The curriculum is optional for schools, but there’s a financial incentive: $60 per student, making it a lucrative proposition for budget-strapped districts. However, critics say the lessons prioritize Christianity, oversimplify American history, and occasionally veer into the bizarre.
The Texas Education Agency, which oversees public education in the state, released the new curriculum in the spring after the state enacted a law directing the agency to develop its own free textbooks.
In the new curriculum, kindergartners will learn about the “Golden Rule,” focusing heavily on Jesus, natch. Meanwhile, first-graders will explore the architectural wonders of Founding Father Thomas Jefferson’s plantation Monticello — but without all that pesky slavery stuff.
By fifth grade, students will study Leonardo da Vinci’s painting “The Last Supper” — presented with excerpts from the Gospel of Matthew.
One of the standout features of the curriculum is its tendency to gloss over the complexities of history. Founding fathers like George Washington and Jefferson are depicted as men who bravely fought for freedom (but don’t mention the enslaved people they owned).
In a lesson on the Civil War, Confederate general Robert E. Lee is described as a man of “excellent abilities” who wanted to peacefully resolve differences. If you’re waiting for the part where he fought to preserve slavery and harbored racist beliefs, keep waiting — it’s not in the curriculum.
As for Martin Luther King Jr., the curriculum emphasizes his “nonviolent advocacy” but conveniently skips his critiques of systemic racism and white complacency.

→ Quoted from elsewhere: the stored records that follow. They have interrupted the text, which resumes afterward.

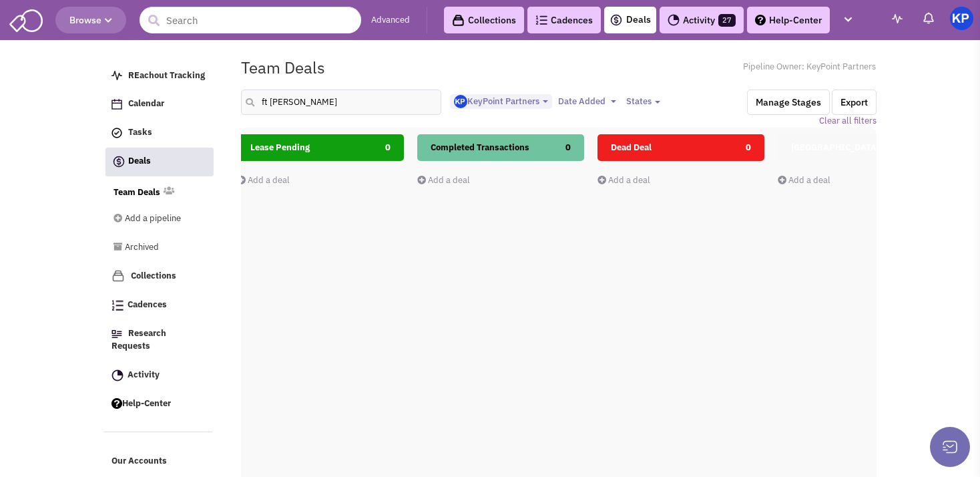  I want to click on span: Tasks, so click(140, 132).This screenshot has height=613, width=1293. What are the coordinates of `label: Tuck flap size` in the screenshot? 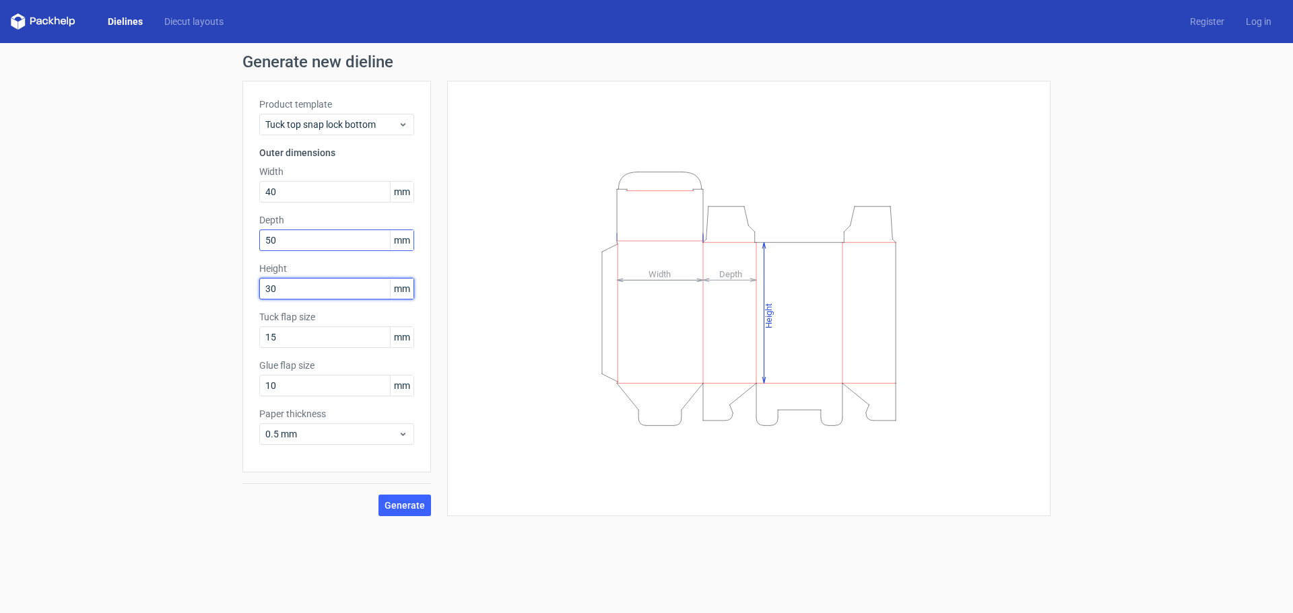 It's located at (337, 317).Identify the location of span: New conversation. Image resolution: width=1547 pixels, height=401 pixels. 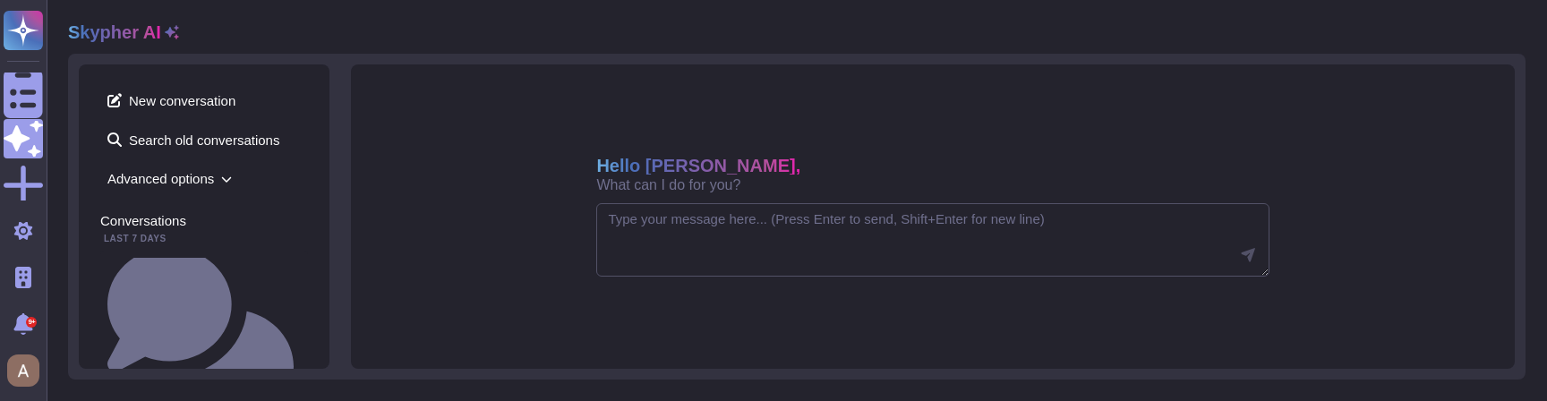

But the weirdest part is how selectively detailed the curriculum can be. A fifth-grade lesson on the Holocaust describes it as “the systematic persecution and murder of six million Jewish people.” Yet, when it comes to American slavery, the curriculum barely scratches the surface, calling it a “practice common throughout history” and skipping over the race-based brutality that defined it in the U.S.
A fifth-grade lesson on World War II explains how Nazi Germany’s Nuremberg Laws “were created to dehumanize and target Jewish people.” However, it omits any discussion of how those laws were influenced by Jim Crow policies and the dehumanization of Black people in America.
One early draft of the curriculum even included a dice game for second-graders based on the story of Esther. In the biblical story, a high-ranking official in the Persian Empire cast lots to determine the date for a planned annihilation of all Jews in the land, but Esther intervened to prevent the massacre.
Students were asked to roll dice to simulate casting lots—much like the biblical villain Haman did when plotting to kill all the Jews. Parents were not amused.
“Do we ask kids to play ‘Pretend to Be Hitler’ next?” Sharyn Vane, a Jewish parent, told the New York Times. The dice game has since been removed.
Critics argue the curriculum’s heavy Christian emphasis risks alienating non-Christian students and blurs the line between education and evangelism. Democratic State Rep. James Talarico, a Christian seminarian himself, told the Times that the plan is a “testing ground for extreme ideas.”
Republican Governor Greg Abbott and other proponents of the new program assert that the Bible is a cornerstone of American history. They argue that a classical education, enriched by a strong understanding of Bible stories, is essential for students to gain a complete perspective on the world.
But even those values come with selective memory. The curriculum highlights abolitionists’ Christian faith while ignoring how the same religion was used to justify slavery.
Historians worry about the long-term impact of teaching a whitewashed, oversimplified version of history. Mark Chancey, a religious studies professor, described the curriculum as working against the goal of educating a citizenry prepared to function in a pluralistic democracy.
“Public schools are educating for civic purposes. We’re developing our citizenry. We’re preparing students to function in a pluralistic democracy and to deliberate about different ideas,” Chancey told the Texas Tribune. “Students need to have an accurate understanding of history to do that, and many of these lessons work against that goal by oversimplifying American history to the point of distortion.”